AT 7:15 AND 9 Friday, local filmmaker Ginny Durrin's Oscar-nominated "Promises to Keep," the documentary about Mitch Snyder, will be shown. Durrin will attend and answer questions. At 11 Sunday, the D.C. Community Center and Yiddish of Greater Washington is sponsoring a bagel brunch and screening (at 12:15) of "The Forward: From Immigrants to Americans," about the up-and-down history of the Yiddish newspaper The Jewish Daily Forward. Co-producer/director Marlene Booth will attend and answer questions. Admission for brunch and film $9, $5 for the movie; 775-1765. Biograph's number is 333-2696.

FRENCH director Claude Chabrol's "The Cry of the Owl" ("Le Cri du Hibou"), based on a Patricia Highsmith novel, has its Washington premiere at 6:30 Friday and 6 Sunday at the American Film Institute. Also this weekend, at 8:30 Friday and 8 Saturday, is a great screwball double bill of Mitchell Leisen's 1937 "Easy Living" (scripted by Preston Sturges) and Garson Kanin's 1940 "My Favorite Wife." In "Living," working girl Jean Arthur gets a gift literally from Heaven when a millionaire tosses a mink coat from an upper window that lands on her.
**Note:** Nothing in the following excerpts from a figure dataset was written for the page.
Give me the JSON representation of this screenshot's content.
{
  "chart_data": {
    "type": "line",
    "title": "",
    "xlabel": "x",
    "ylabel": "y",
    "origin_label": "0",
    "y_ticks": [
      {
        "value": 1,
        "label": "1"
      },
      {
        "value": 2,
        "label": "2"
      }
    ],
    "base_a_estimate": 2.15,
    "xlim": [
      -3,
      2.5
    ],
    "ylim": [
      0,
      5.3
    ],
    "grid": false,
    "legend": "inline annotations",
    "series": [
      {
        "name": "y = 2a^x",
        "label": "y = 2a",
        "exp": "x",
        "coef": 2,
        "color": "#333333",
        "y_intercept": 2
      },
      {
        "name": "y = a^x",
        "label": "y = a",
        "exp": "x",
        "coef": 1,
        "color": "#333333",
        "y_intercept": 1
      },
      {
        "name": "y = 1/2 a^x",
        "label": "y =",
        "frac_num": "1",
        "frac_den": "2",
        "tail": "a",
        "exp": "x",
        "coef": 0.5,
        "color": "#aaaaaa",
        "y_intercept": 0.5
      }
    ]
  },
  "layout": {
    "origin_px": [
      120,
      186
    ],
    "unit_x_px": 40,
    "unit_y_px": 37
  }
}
In "Wife," jettisoned ex-wife Irene Dunne comes back to mess with ex-hubby Cary Grant's new marriage to Gail Patrick. AFI admission $5 (members $4); 785-4600/1.

THE NATIONAL Archives continues its three-month retrospective of Frank Capra's career, from his early silent films to the later Hollywood fables via his World War II "Why We Fight" films. At 1 and 7 Friday, free, it's the 1931 "The Miracle Woman," in which Barbara Stanwyck plays an evangelist, based on real-life Aimee Semple McPherson, who profits only too well from the pulpit.
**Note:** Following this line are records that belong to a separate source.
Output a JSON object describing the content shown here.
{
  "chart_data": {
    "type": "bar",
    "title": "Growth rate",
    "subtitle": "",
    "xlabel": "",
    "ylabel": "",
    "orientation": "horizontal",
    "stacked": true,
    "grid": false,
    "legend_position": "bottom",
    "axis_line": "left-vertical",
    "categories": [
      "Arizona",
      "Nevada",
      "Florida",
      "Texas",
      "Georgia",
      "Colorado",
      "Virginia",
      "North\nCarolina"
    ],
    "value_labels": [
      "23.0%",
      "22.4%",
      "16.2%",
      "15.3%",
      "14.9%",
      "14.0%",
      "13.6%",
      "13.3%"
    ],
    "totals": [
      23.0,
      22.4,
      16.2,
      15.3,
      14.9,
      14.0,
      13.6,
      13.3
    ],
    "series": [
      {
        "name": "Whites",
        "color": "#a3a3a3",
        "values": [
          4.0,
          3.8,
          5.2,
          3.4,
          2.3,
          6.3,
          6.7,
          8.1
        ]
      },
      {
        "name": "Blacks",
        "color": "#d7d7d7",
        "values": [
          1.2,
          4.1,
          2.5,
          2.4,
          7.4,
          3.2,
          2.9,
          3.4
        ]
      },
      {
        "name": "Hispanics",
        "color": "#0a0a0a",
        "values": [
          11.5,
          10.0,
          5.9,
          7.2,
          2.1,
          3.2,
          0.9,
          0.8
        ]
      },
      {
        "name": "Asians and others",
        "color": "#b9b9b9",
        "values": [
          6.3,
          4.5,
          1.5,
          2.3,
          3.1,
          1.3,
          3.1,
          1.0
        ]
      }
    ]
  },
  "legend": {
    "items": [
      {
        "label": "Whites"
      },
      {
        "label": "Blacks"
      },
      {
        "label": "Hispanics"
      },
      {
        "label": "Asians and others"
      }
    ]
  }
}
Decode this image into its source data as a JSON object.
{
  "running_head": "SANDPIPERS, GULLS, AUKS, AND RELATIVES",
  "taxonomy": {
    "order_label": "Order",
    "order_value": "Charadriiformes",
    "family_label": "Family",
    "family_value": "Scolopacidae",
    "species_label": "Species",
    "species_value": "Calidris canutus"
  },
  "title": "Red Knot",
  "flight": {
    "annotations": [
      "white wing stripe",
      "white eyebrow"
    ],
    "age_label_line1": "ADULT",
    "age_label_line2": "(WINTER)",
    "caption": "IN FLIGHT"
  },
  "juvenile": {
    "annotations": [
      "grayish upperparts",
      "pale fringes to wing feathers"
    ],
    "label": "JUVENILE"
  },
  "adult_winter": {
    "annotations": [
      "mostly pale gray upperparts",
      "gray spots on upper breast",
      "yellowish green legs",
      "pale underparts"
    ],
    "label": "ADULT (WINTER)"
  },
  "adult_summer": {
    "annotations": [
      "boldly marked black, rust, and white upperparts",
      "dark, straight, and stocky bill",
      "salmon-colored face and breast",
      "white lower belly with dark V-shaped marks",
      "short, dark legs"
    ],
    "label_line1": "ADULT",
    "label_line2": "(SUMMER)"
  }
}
The American University begins a selected Charles Chaplin series at 8 Friday with four 20-minute shorts: "Kid Auto Races at Venice" (1914), "Behind the Screen," "The Floorwalker" and "The Pawnshop" (all 1916); and at 8 Friday, April 21, with "The Cure" (1917, 20 minutes) and "The Gold Rush" (1925, 80 minutes); and April 28 with "Shanghaied" (1915, 20 minutes) and "Modern Times" (1936, 89 minutes). Admission at the Mark Wechsler Theater, Mary Graydon Center, is free; 885-2040.

Articles appear as they were originally printed in The Washington Post and may not include subsequent corrections.